You'll note that I didn't say why I liked the article, yes?I totally noticed that.
Sadly, too many people refuse to acknowledge the role of faith in society, and seem determined to drive any mention of it out of schools entirely.Faith certainly has a role in society. In fact, I forgot to make something very clear in my earlier post. I quote myself:
For people who study radioactivity (and, perhaps, milk), the question of whether radioactive milk is safer after boiling is pretty well closed, and any dispute stems from ignorance. I've read enough about Evolution and Intelligent Design (ID) to know that it's a much deeper debate than I have time to follow, so opinions I have on it come to you direct from the land of ignorance also.I think most people engaging in the debate do so from a position of faith. I don't understand all the nitty gritty (ooey gooey?) detail the science of our origins, but I have some faith in the people who do. There are proponents of Intelligent Design who also don't grasp its complexities but agree with those who do. Then we have these ignorant faithful arguing with each other in public. Am I proud to be among them? Well, uh, let me get back to you on that.
But back to faith in society. Certainly it has a place. I still believe in the separation of church and state, however, and I'm not very comfortable with officially bringing faith into classrooms teaching subjects that don't involve it. If students want to pray before a test, more power to them. If they want to ask questions about the role of God in the process of making a bill into a law, I leave it to the teacher to address that. If that question comes up every year in every class, then consider incorporating the answer into the regular lecture. If the students don't have a question about it, and it's not really part of the subject, I don't think "lots of people think it's part of the subject anyway" is a good reason to include it.
Maybe the compromise is to have a subject that includes it. An overview of different ideas of origins would certainly include Intelligent Design (and Evolution, and Creation, and Brahma, and so on).
Or maybe the compromise is not to teach the subject at all. Let the parents do the teaching, and they can instill in their children whatever beliefs they want.
I consider this more tragic when it comes out of people who preach tolerance and diversity - I expect a fundamentalist to decry discussing Islam in school, but it saddens me when a liberal says that a sidebar about ID in a biology class is beyond the pale.I think a sidebar is fine (though I'd still prefer to go without it), especially if it's coming up in class unbidden.

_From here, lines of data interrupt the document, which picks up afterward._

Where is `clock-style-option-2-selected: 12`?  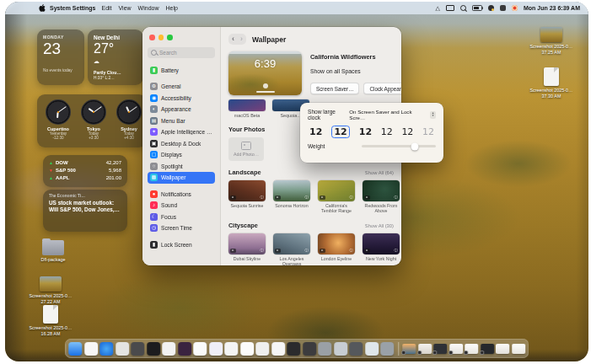 clock-style-option-2-selected: 12 is located at coordinates (341, 131).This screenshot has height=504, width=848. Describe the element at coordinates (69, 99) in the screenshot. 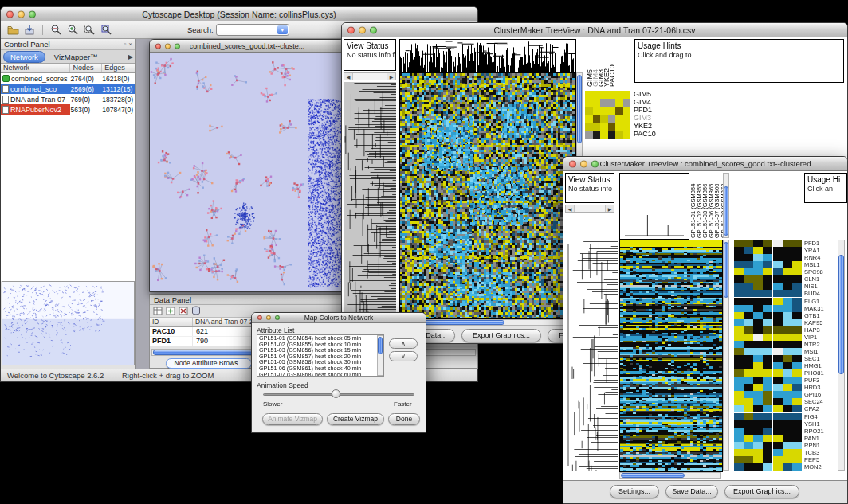

I see `network-list-row: DNA and Tran 07769(0)183728(0)` at that location.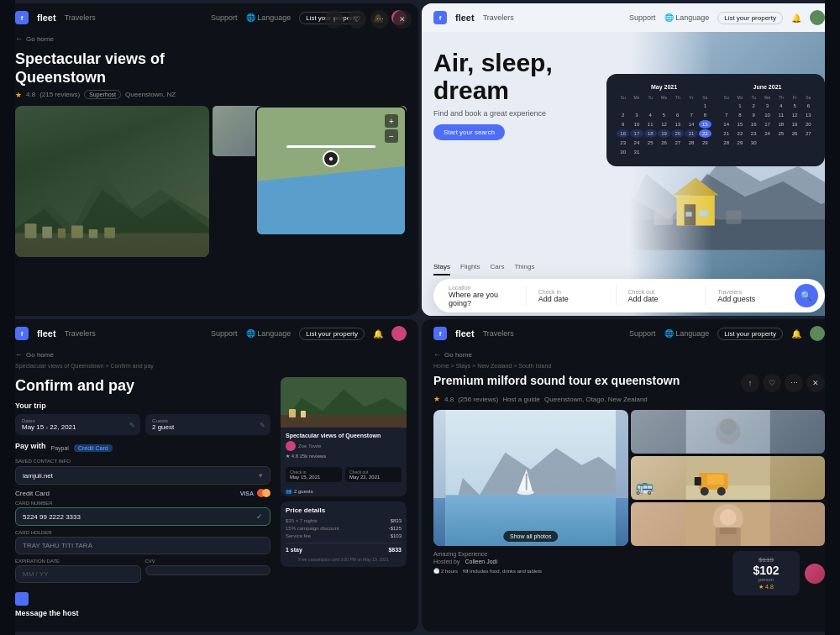 This screenshot has width=840, height=635. What do you see at coordinates (22, 599) in the screenshot?
I see `checkbox-confirm` at bounding box center [22, 599].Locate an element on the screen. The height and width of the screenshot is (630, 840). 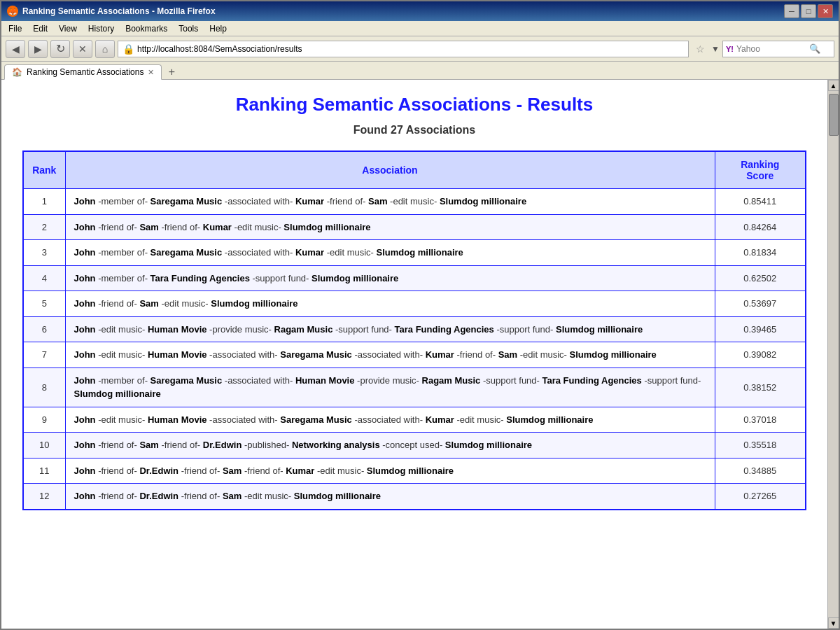
score-cell: 0.53697 is located at coordinates (760, 304).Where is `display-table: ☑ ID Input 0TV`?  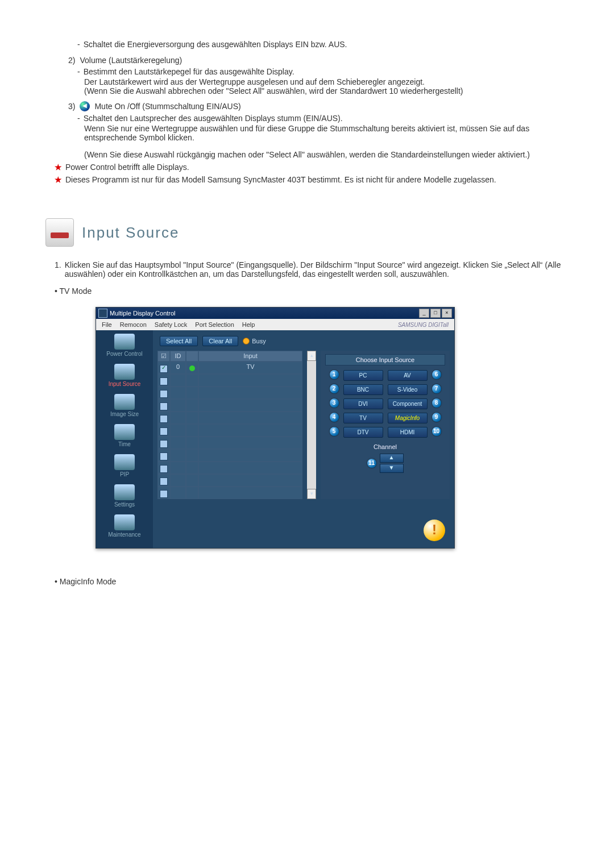
display-table: ☑ ID Input 0TV is located at coordinates (230, 425).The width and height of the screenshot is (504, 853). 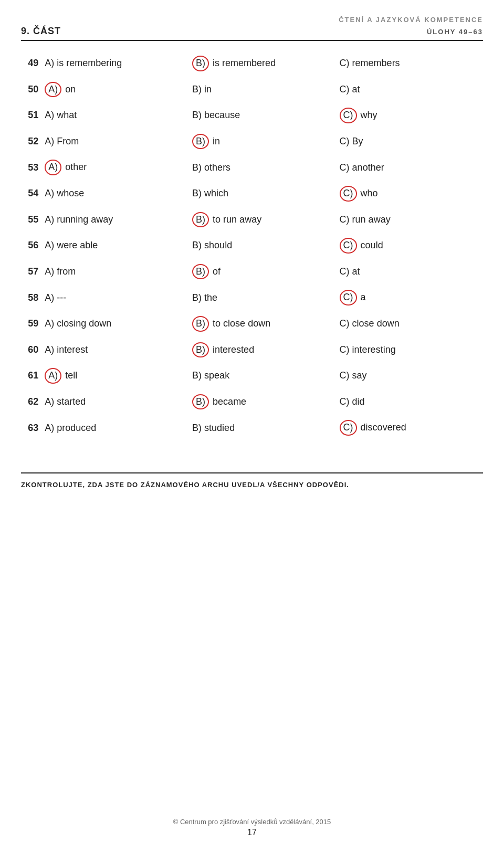 What do you see at coordinates (252, 246) in the screenshot?
I see `table-row: 56A) were ableB) shouldC) could` at bounding box center [252, 246]. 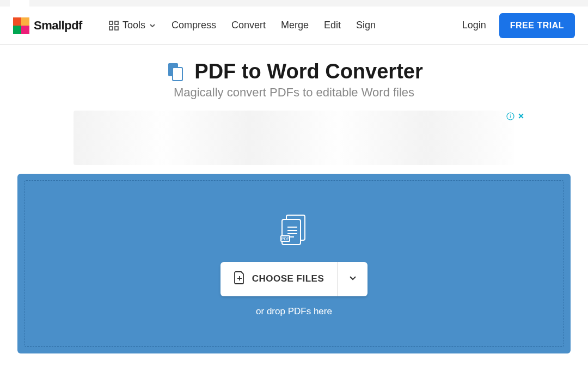 I want to click on nav-tools-dropdown: Tools, so click(x=132, y=25).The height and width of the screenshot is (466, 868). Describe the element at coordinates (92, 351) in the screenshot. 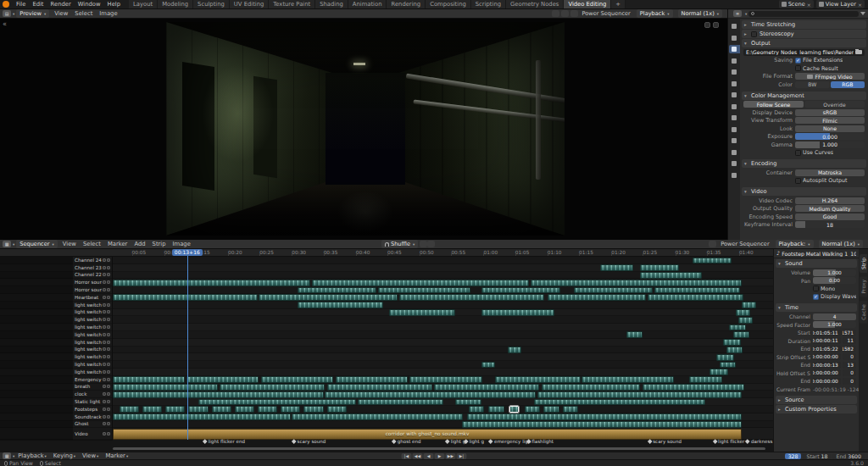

I don't look at this as a matter of tolerance and diversity at all. If that were the case, we'd have to also make room for every origin belief held by anyone in the community. That would be diversity, certainly, but I don't hear a lot of ID proponents saying we need to have Creek mythology in our schools on the basis of having a "broad range of fact, of science, including faith." How can one propose this on the basis of pluralism but not propose also teaching many other things?
I highly enjoyed the comparative religions class I took in college, and I'd have no problem putting it in high schools too. I just prefer religion in schools to be studied rather than practiced. That's my real fear: that my daughter will go to a school funded with my taxes, and someone will say "our faith is the truth" before she really knows what that means.